Right here it should be said, however, that the faults do not lie with the officers; as a rule they are blameless in these matters, as it is their sworn duty to maintain the unwritten laws, the customs of the service as they find them—which they have done, often knowing themselves to be the sufferers in alienation from the sympathies of the volunteers and the people in our greater wars—and at times impairing their usefulness for larger commands, by prejudices thus engendered. The material in officers is as good as any in the world, but there is little incentive to ambitious effort. The too certain tenure of office and the legal right to promotion by seniority are destructive of individuality and self-reliance (the distinctive characteristics of the American people) and subversive of ambitious efforts in time of peace, and in another decade the Army will degenerate into that state of imbecility and helplessness in which the great emergency of the Rebellion of 1861 found it. Neither is it the fault of the enlisted men.

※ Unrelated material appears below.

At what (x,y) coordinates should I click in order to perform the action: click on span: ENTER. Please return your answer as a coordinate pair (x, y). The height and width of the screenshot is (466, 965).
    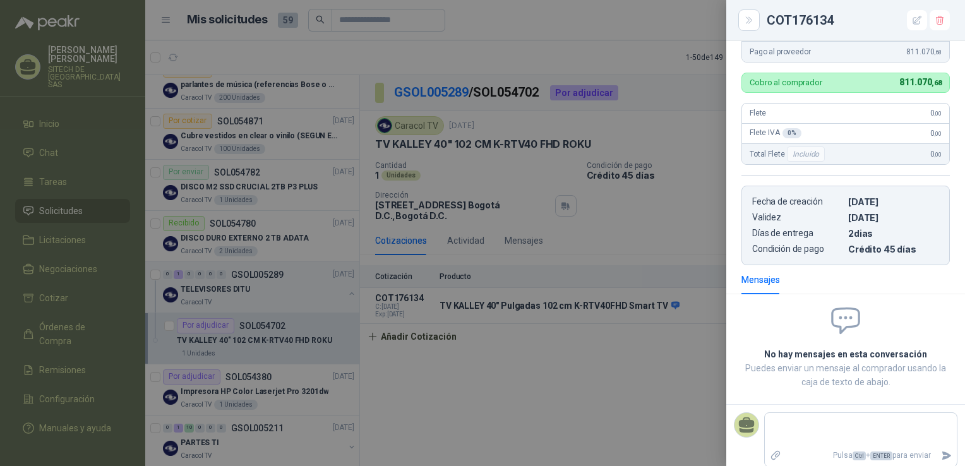
    Looking at the image, I should click on (881, 456).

Nothing, however, in our Republic, is so un-American as the great gulf that is maintained by laws, written and unwritten, between the commissioned and non-commissioned; a similar unfortunate gulf has also heretofore separated the Regular Peace Establishment from the Militia. Neither was intended by the Constitution nor its framers. The fault lies with the legislators, who should have perceived that our Government, founded on principles the reverse of those cited above, without classes, save as graded by worth, required an essentially different organization and administration, and they should have provided it, but they did not and have not to this day. They have practically kept up a small Army, generally qualified, however, by declaring the purposes temporary, but never seriously attempting a remodeling of its organization and administration, as was done in all other branches of the Government. They had suffered so much from the British soldier in Colonial times and had been able to vanquish him in battle with their citizen soldiery on such memorable occasions as "Saratoga" and "Yorktown" that they had contempt and hatred for anything in his semblance, and afterwards probably feared a permanent organization as menacing to the liberties they had wrested with such great sacrifice from its like, and repudiated it in spirit.

There are, however, two other alleged reasons which may have had a leading part in preventing politicians and statesmen from entering upon the necessary legislation. The first is the hazard or imagined peril to the safety of the Republic from "The Man on Horseback," a military leader placed officially at the head of a large body of well organized troops. This might be briefly answered with the truthful statement that at least two such men—Washington and Grant, and perhaps a third, Jackson—have had it clearly within their power to become dictators, and that the Republic as long as it survives will always regard them as the very safest of the many custodians of its liberties, while other leaders in the forum have attempted in vain their destruction.

The second is the great and lapsing question of "State's Rights," which at first had much force and reason, but is now fast losing all possibility of maintenance, and must eventually give way to the changed conditions and the much greater mutual interests of the States involved.